Skoda Superb gets

serious

Skoda Superb, front action
Skoda Superb, side static
Skoda Superb, rear static
Skoda Superb, boot
Skoda Superb, dashboard
Skoda Superb, estate side static
Skoda Superb, boot 2
Skoda Superb, estate rear static
Skoda Superb, umbrella

PORSCHE Panamera owners be warned - take care who you challenge at the lights. If it's a certain Skoda, you'll lose.

Yes, you can now buy a big, comfy Skoda that will out drag one version of Porsche's big hatchback at less than half the price. And with a Skoda badge.

How embarrassing is that. Best, of course, that neither driver gives in to the urge to play top dog, but...

The Porsche humbling machine is a version of the Czech company's latest Superb hatch and estate that comes with a pumped up 2.0-litre turbo petrol engine whose 280 horsepower make it the most powerful Skoda you can buy.

For the record, this Skoda sizzles to 62mph in 5.8 seconds (Porsche 6.3 seconds) and tops out at 155mph and surely produces a car unique in its combination of cost/space/speed.

For the £31,445 2.0 TSI 280ps Superb SE L Executive (the estate is £1,300 more) looks almost unfeasibly inexpensive considering what you get for your money.

First, there's the room on offer. Or living room, if we're talking about space in the back seat. You'll need something in the limo league to approach the Superb's sense of liberating, leg stretching vastness.

Then consider the boot space; huge in the hatch and simply gargantuan in the (surprisingly, slightly shorter) estate. Bigger, even than you'll discover in a Mercedes-Benz E-Class, long considered the go-to car when you need space for the kitchen sink and draining board too.

You can have all this roominess in a Superb costing as little as £19,060 for the hatch but, while its little 1.4 litre petrol engine performs far more strongly than you'd ever imagine, it's hardly the fire breather tested here.

Its four-cylinder 2.0 litre engine manages to produce more power than the 3.6 litre V6 in the old Superb - thank turbocharging for that - and, on paper at least, looks usefully economical too.

You will have to try very hard indeed to approach the 39.8mpg quoted as this Superb's official average. The trip computer showed 30mpg after a moderately enthusiastic run - not bad, but with the constant temptation to enjoy the performance it might need a saint with a weak right leg to do better.

The engine's 160g/km pollution rating translates into £185 annual road tax, which is unlikely to trouble a potential purchaser.

Part of the keenness shown by the fastest Superb is down to the six-speed DSG automatic gearbox that comes as part of the package. With gearchange paddles on the steering wheel (a £95 no brainer upgrade), this car suddenly feels smaller and extremely sporty when the right road appears.

Should it then turn rapidly into the wrong road another standard feature will step in to assist, in the form of a four-wheel drive system that pushes power to the rear wheels if the going gets slippery.

For another £750 you can add dynamic chassis control that lets you select several grades of suspension stiffness by prodding a dash display; the car rides quite firmly in standard mode already but can turn more race-ery if desired (or sink into softness at the other extreme).

If auto gears and all-wheel drive make the price look already pretty darned reasonable, consider what else comes as standard - leather trim, adaptive cruise control, sat nav, electric driver's seat with memory and DAB radio.

Oh, and an ice scraper in the fuel flap and an umbrella in a rear door. Eat your heart out, Porsche.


*Try it*
Taking the line that contains "This screenshot has width=722, height=327." as the first, copy each line exactly up to and including the last line below.

Saved data entries:
· · · ·

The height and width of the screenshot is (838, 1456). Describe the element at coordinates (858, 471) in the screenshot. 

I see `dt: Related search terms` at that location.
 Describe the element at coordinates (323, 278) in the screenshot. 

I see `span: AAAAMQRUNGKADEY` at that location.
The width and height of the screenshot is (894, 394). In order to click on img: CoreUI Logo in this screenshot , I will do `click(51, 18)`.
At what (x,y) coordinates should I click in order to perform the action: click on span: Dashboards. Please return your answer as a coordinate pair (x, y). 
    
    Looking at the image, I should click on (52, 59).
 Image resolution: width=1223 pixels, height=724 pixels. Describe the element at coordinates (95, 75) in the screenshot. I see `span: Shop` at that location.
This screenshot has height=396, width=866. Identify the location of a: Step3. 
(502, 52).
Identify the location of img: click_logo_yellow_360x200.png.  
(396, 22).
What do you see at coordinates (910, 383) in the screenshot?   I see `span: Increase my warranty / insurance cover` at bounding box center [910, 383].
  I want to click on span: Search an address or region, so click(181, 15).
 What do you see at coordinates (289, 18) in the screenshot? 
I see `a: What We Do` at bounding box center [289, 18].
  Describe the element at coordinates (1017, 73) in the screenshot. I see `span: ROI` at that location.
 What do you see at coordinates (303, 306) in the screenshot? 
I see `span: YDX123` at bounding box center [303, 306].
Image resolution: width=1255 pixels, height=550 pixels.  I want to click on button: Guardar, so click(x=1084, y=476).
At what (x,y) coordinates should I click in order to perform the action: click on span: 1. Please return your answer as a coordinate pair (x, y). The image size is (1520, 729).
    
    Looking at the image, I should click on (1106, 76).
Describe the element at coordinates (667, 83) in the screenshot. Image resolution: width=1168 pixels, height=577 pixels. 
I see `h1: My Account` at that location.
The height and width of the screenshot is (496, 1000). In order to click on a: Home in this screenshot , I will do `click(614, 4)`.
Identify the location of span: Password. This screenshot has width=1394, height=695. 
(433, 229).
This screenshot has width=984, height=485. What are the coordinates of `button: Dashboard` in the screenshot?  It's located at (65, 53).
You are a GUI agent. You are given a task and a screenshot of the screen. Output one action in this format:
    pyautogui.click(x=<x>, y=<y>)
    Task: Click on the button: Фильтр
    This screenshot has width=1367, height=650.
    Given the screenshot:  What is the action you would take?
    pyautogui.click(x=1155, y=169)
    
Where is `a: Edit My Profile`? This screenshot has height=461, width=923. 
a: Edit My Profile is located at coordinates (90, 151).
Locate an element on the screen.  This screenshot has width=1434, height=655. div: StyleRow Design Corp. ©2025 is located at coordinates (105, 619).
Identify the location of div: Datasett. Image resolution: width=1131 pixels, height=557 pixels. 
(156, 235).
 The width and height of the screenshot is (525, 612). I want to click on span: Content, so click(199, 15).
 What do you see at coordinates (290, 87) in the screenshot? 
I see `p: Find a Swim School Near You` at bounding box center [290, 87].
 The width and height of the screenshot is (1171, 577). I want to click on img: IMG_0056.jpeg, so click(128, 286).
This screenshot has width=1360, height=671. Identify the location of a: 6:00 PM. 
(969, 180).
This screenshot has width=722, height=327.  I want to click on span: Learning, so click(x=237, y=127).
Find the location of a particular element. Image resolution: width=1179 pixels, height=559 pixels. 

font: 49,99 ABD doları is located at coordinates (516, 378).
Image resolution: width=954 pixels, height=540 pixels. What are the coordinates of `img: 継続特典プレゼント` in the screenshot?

· · · ·

*Response to this task*
This screenshot has width=722, height=327.  I want to click on span: Learning, so click(x=237, y=127).
Find the location of a particular element. Image resolution: width=1179 pixels, height=559 pixels. 

font: 49,99 ABD doları is located at coordinates (516, 378).
Image resolution: width=954 pixels, height=540 pixels. What are the coordinates of `img: 継続特典プレゼント` in the screenshot?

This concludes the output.